EDWARD REES: And finally in 2006 and 2007, government weapons were misused or distributed by Timorese politicians and or senior members of the security forces and then those weapons were then used against civilians and or their opponents.

STEPHANIE MARCH: Edward Rees is the author of a new report by the Small Arms Survey called "Dealing with the Kilat," which means "gun" in the local Tetum language.

EDWARD REES: So the story from 1959 until 2007 is that there isn't an illicit small arms problem in Timor but there is a problem with managing the weapons in government stockpiles.

STEPHANIE MARCH: His report which is an historical overview cites a number of reasons for poor weapons control.

EDWARD REES: I think the matter of physically weak or inconsequential infrastructure in the form of armouries needs to be addressed, there are weak controls over how weapons and in particular ammunition are checked in and checked out.

STEPHANIE MARCH: Most of the guns distributed in 2006 and 2007 have been accounted for but Edward Rees says there's little indication that weapons management in the police force has improved since the crisis two years ago.
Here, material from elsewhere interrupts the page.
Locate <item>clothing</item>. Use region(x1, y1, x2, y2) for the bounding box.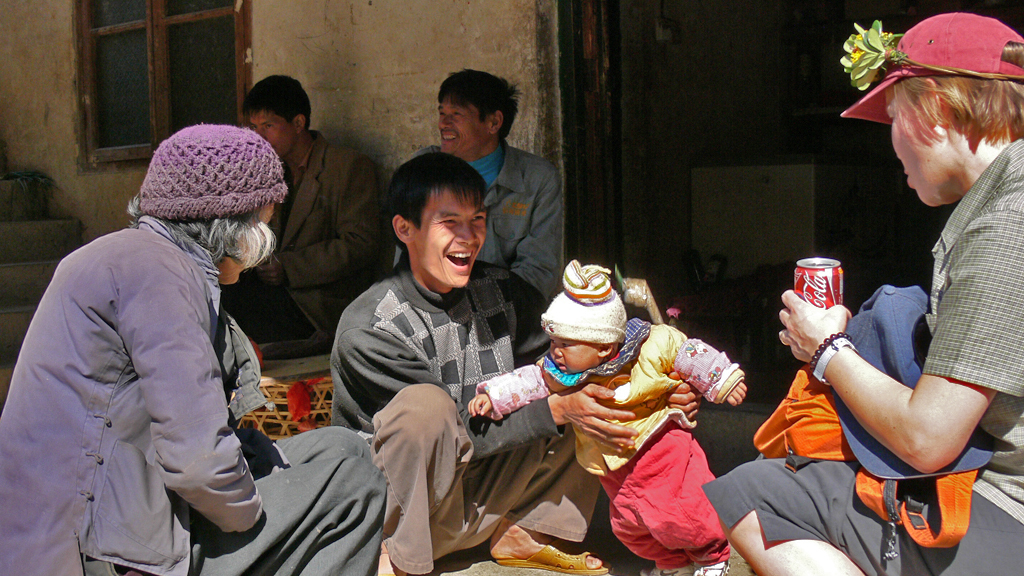
region(222, 126, 379, 341).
Interim Police Commander Alfonso de Jesus told Radio Australia there are a small number of officers who fail to surrender their weapons at the end of a shift. Edward Rees says before 2006 each special police unit was issued with a particular model of weapon. The Rapid Response Unit had FNC rifles, the Border Patrol was issued with HK-33s and the Police Reserve Unit had Steyrs.

EDWARD REES: Now you see that rifles are moving around the police service in what seems like an almost totally ad hoc fashion. So one unit will possess all three types of weapons. I don't know how weapons are, or by what means they are distributed but it would appear that if an officer prefers a green gun as opposed to a black gun that's what he gets.

STEPHANIE MARCH: Alfredo Reinado and his followers were disarmed in 2006. In 2007 they were able to take a number of HK-33 rifles from the Police Border Patrol Unit and roam free in the mountains for the next year. Ironically Edward Rees says it could have been one of those HK-33s that was donated by the Government of Malaysia while Jose Ramos Horta was foreign minister that was used to shoot him as President in February this year. No one predicted the attack on the leadership but Edward Rees says the months following were the first time in history a Timorese Government has taken seriously the problem of arms control. In February the government launched 'Operation Halibur' which successfully applied pressure from the security forces to convince the rebel group to surrender its weapons peacefully.

EDWARD REES: Between July and September of this year something called 'Operation Kilat' which was designed to be a voluntary surrendering of weapons, arms and munitions to the government in which thousands of home made weapons, primarily bladed weapons were surrendered. But also 150 to 200 home made fire arms were surrendered. Something in the vicinity of 100 to 150 grenades were surrendered and thousands upon thousands of rounds of ammunition were surrendered.

STEPHANIE MARCH: In June, the government introduced a new gun law to Parliament but it was widely criticised for seeking to allow civilians to be armed and because it put the power to issue gun licences solely in the hand of the Police Commander. A revised version of the law is to be put before Parliament in the coming weeks.